No Cheers for the New Prohibition  (Philadelphia Inquirer)


            Conscious that I am opening myself to the ridicule of the majority, I am nonetheless moved today to put in a good word for booze.  Just as the sailor must sometimes hang outside his boat to keep it level, so will I risk a precarious position in order to restore balance to the nation.

              Balance is what’s in order, for one sniffs the ill wind of zealotry these days, a wind that has us heeled over in the direction of a new Prohibition.  The Wall Street Journal reports liquor companies doing acts of conspicuous virtue to avoid the tobacco industry’s fate, and in this very newspaper it is insinuated that an adult having a beer after work has little more to his credit than a crack user.  I am referring here to an article that uncovered the insidious phenomenon that some ballplayers have a beer in the clubhouse after the game, an article whose headline labeled beer, among athletes, the “drug of choice.”

              Oh, we got trouble, my friends!

              But I dare to suggest that the trouble is not liquor.  The trouble is the compulsion to take the universe, large and rich, and extrude it through the confines of one’s pet obsession.  What we are coming to is not a way of life that integrates the many facets of the human spirit.  What we are coming to, that is, is not a culture, but a collection of permissible fetishes.  There are several currently in vogue, but the one most taken for granted is personal health.

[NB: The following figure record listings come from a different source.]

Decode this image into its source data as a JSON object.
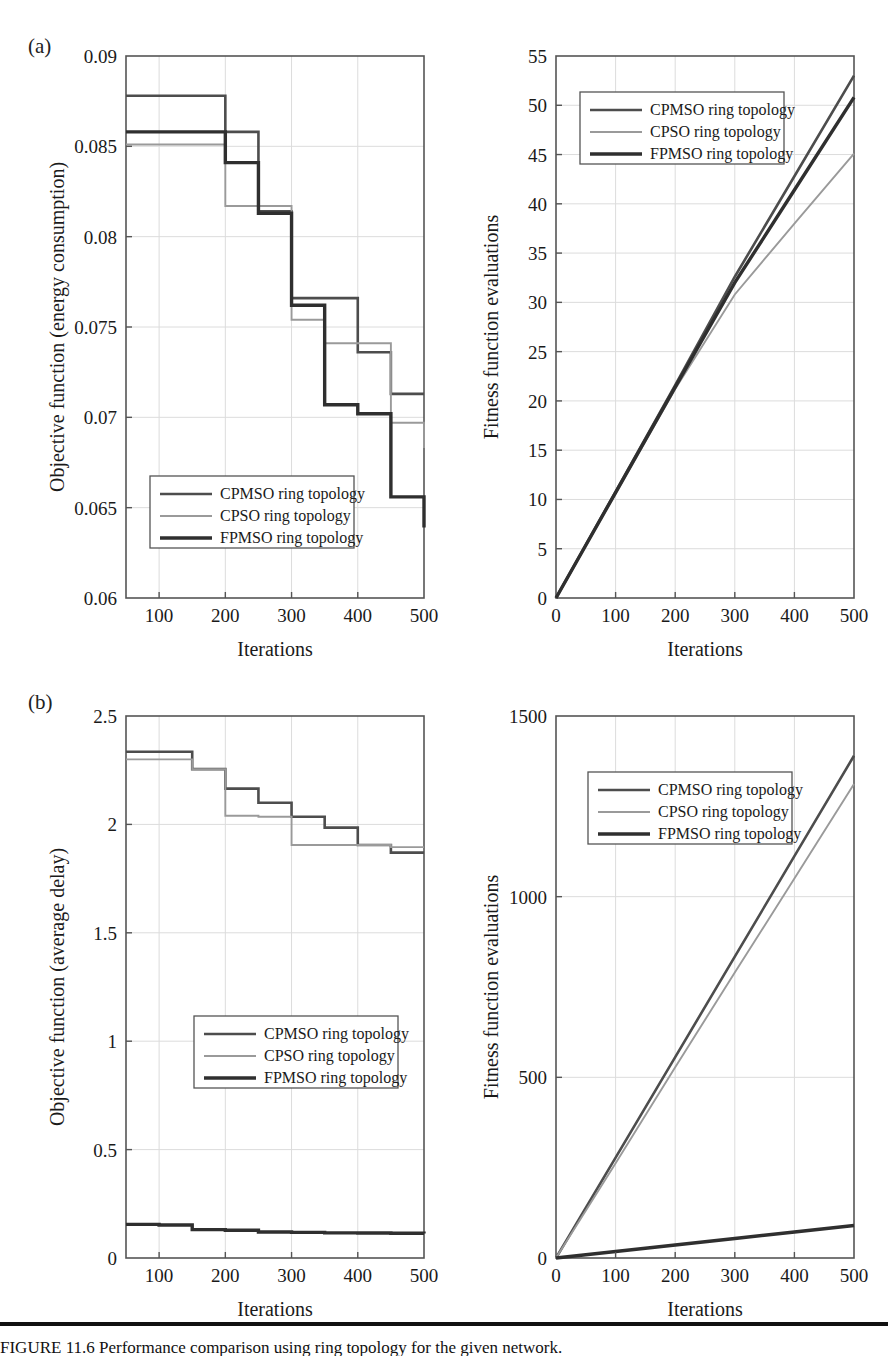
{
  "figure": {
    "panel_a_label": "(a)",
    "panel_b_label": "(b)",
    "caption_text": "FIGURE 11.6   Performance comparison using ring topology for the given network."
  },
  "series_names": {
    "cpmso": "CPMSO ring topology",
    "cpso": "CPSO ring topology",
    "fpmso": "FPMSO ring topology"
  },
  "colors": {
    "cpmso": "#4d4d4d",
    "cpso": "#9a9a9a",
    "fpmso": "#2f2f2f",
    "axis": "#555555",
    "grid": "#dcdcdc",
    "text": "#1a1a1a"
  },
  "chart_data": [
    {
      "id": "a-left",
      "type": "line",
      "subplot": "(a)",
      "title": "",
      "xlabel": "Iterations",
      "ylabel": "Objective function (energy consumption)",
      "xlim": [
        50,
        500
      ],
      "ylim": [
        0.06,
        0.09
      ],
      "xticks": [
        100,
        200,
        300,
        400,
        500
      ],
      "yticks": [
        0.06,
        0.065,
        0.07,
        0.075,
        0.08,
        0.085,
        0.09
      ],
      "ytick_labels": [
        "0.06",
        "0.065",
        "0.07",
        "0.075",
        "0.08",
        "0.085",
        "0.09"
      ],
      "xtick_labels": [
        "100",
        "200",
        "300",
        "400",
        "500"
      ],
      "grid": true,
      "step": true,
      "legend_position": "lower-left",
      "x": [
        50,
        100,
        150,
        200,
        250,
        300,
        350,
        400,
        450,
        500
      ],
      "series": [
        {
          "name": "CPMSO ring topology",
          "key": "cpmso",
          "values": [
            0.0878,
            0.0878,
            0.0878,
            0.0858,
            0.0814,
            0.0766,
            0.0766,
            0.0736,
            0.0713,
            0.0713
          ]
        },
        {
          "name": "CPSO ring topology",
          "key": "cpso",
          "values": [
            0.0851,
            0.0851,
            0.0851,
            0.0817,
            0.0817,
            0.0754,
            0.0741,
            0.0741,
            0.0697,
            0.0683
          ]
        },
        {
          "name": "FPMSO ring topology",
          "key": "fpmso",
          "values": [
            0.0858,
            0.0858,
            0.0858,
            0.0841,
            0.0813,
            0.0762,
            0.0707,
            0.0702,
            0.0656,
            0.0639
          ]
        }
      ]
    },
    {
      "id": "a-right",
      "type": "line",
      "subplot": "(a)",
      "title": "",
      "xlabel": "Iterations",
      "ylabel": "Fitness function evaluations",
      "xlim": [
        0,
        500
      ],
      "ylim": [
        0,
        55
      ],
      "xticks": [
        0,
        100,
        200,
        300,
        400,
        500
      ],
      "yticks": [
        0,
        5,
        10,
        15,
        20,
        25,
        30,
        35,
        40,
        45,
        50,
        55
      ],
      "ytick_labels": [
        "0",
        "5",
        "10",
        "15",
        "20",
        "25",
        "30",
        "35",
        "40",
        "45",
        "50",
        "55"
      ],
      "xtick_labels": [
        "0",
        "100",
        "200",
        "300",
        "400",
        "500"
      ],
      "grid": true,
      "step": false,
      "legend_position": "upper-left",
      "x": [
        0,
        100,
        200,
        300,
        400,
        500
      ],
      "series": [
        {
          "name": "CPMSO ring topology",
          "key": "cpmso",
          "values": [
            0,
            10.8,
            21.6,
            32.6,
            42.8,
            53.0
          ]
        },
        {
          "name": "CPSO ring topology",
          "key": "cpso",
          "values": [
            0,
            10.6,
            21.2,
            30.8,
            38.0,
            45.1
          ]
        },
        {
          "name": "FPMSO ring topology",
          "key": "fpmso",
          "values": [
            0,
            10.7,
            21.4,
            32.0,
            41.4,
            50.8
          ]
        }
      ]
    },
    {
      "id": "b-left",
      "type": "line",
      "subplot": "(b)",
      "title": "",
      "xlabel": "Iterations",
      "ylabel": "Objective function (average delay)",
      "xlim": [
        50,
        500
      ],
      "ylim": [
        0,
        2.5
      ],
      "xticks": [
        100,
        200,
        300,
        400,
        500
      ],
      "yticks": [
        0,
        0.5,
        1,
        1.5,
        2,
        2.5
      ],
      "ytick_labels": [
        "0",
        "0.5",
        "1",
        "1.5",
        "2",
        "2.5"
      ],
      "xtick_labels": [
        "100",
        "200",
        "300",
        "400",
        "500"
      ],
      "grid": true,
      "step": true,
      "legend_position": "middle-left",
      "x": [
        50,
        100,
        150,
        200,
        250,
        300,
        350,
        400,
        450,
        500
      ],
      "series": [
        {
          "name": "CPMSO ring topology",
          "key": "cpmso",
          "values": [
            2.335,
            2.335,
            2.255,
            2.165,
            2.1,
            2.035,
            1.985,
            1.905,
            1.87,
            1.87
          ]
        },
        {
          "name": "CPSO ring topology",
          "key": "cpso",
          "values": [
            2.3,
            2.3,
            2.255,
            2.04,
            2.035,
            1.905,
            1.905,
            1.905,
            1.895,
            1.895
          ]
        },
        {
          "name": "FPMSO ring topology",
          "key": "fpmso",
          "values": [
            0.155,
            0.152,
            0.131,
            0.128,
            0.12,
            0.118,
            0.116,
            0.115,
            0.114,
            0.113
          ]
        }
      ]
    },
    {
      "id": "b-right",
      "type": "line",
      "subplot": "(b)",
      "title": "",
      "xlabel": "Iterations",
      "ylabel": "Fitness function evaluations",
      "xlim": [
        0,
        500
      ],
      "ylim": [
        0,
        1500
      ],
      "xticks": [
        0,
        100,
        200,
        300,
        400,
        500
      ],
      "yticks": [
        0,
        500,
        1000,
        1500
      ],
      "ytick_labels": [
        "0",
        "500",
        "1000",
        "1500"
      ],
      "xtick_labels": [
        "0",
        "100",
        "200",
        "300",
        "400",
        "500"
      ],
      "grid": true,
      "step": false,
      "legend_position": "upper-left",
      "x": [
        0,
        100,
        200,
        300,
        400,
        500
      ],
      "series": [
        {
          "name": "CPMSO ring topology",
          "key": "cpmso",
          "values": [
            0,
            278,
            556,
            834,
            1112,
            1390
          ]
        },
        {
          "name": "CPSO ring topology",
          "key": "cpso",
          "values": [
            0,
            262,
            528,
            790,
            1050,
            1312
          ]
        },
        {
          "name": "FPMSO ring topology",
          "key": "fpmso",
          "values": [
            0,
            18,
            36,
            54,
            72,
            90
          ]
        }
      ]
    }
  ]
}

              One can spot the fetishist by vocabulary.  The language of everyday life won’t do since, for him or her, the experience can be properly understood only when it is cast in the jargon of the reigning viewpoint.  Thus, having a coffee is a caffeine fix, cigarette smoking is rendered as a nicotine addiction, and now, having a beer is doing drugs.  Medically speaking, these are accurate descriptions, of course.  Unfortunately, the fetishist is not speaking medically; he is simply speaking.

              Increasingly, under the antiseptic gaze of the health sciences, normal multifaceted people are being made to feel that when drinking they are doing something pathological.  I’m not talking about drinking and driving.  I’m not talking about habitual drinking to excess.  I’m just talking about drinking.

              I attribute this health monomania to our unquestioned faith in science’s ability to provide ultimate truths, an ability that, interestingly, science never claimed for itself.

              Since the sciences have gradually diminished the influence of religion and our ability to believe in an afterlife, our concerns have become earth-bound and prosaic.  We can no longer understand, let alone embrace, ideas and things that are inherently transcendental such as irony and gin.

              Under the theological perspective, people sought to make the most of the time allotted to them.  Now, with no life after death, we seek only to allot ourselves the most amount of time.  Not only is this a very different enterprise, but a hopelessly dour one, played out in what must be the worst of all conditions: Pu ritanism during life and no salvation afterward!  Unable to believe in heaven, we have gone about creating a hell on earth, a hell even worse than the old one, for we must live it in real time, denied even the pleasures that formerly one indulged in to get there.

              To the old-fashioned sort who unapologetically likes to drink, the distorting and tyrannical narrowness of the bio-chemical perspective is not redeemed by its tidiness.  Science is a wonderful thing, but when we turn it into a kind of theology-by-default we risk slighting or ignoring large chunks of the human experience that do not naturally fall in its purview.

              All things may be subjected to the scrutiny of science, but not with equal felicity.  To say that drinking is no more than doing drugs is to say that Beethoven’s 5th is no more than a combination of frequencies, a statement that is both correct and untrue.  We confuse knowledge with wisdom but that’s what we like in this country, little narrow, manageable facts.

              The paradox of American obsessiveness is that i t promotes the excesses it wishes to constrain.  We have drinking problems in this country, not because liquor exists, but because we have never been able to create a culture that accommodates the full range of the human spirit.  We go from binge to binge, the last one a corrective for the previous one.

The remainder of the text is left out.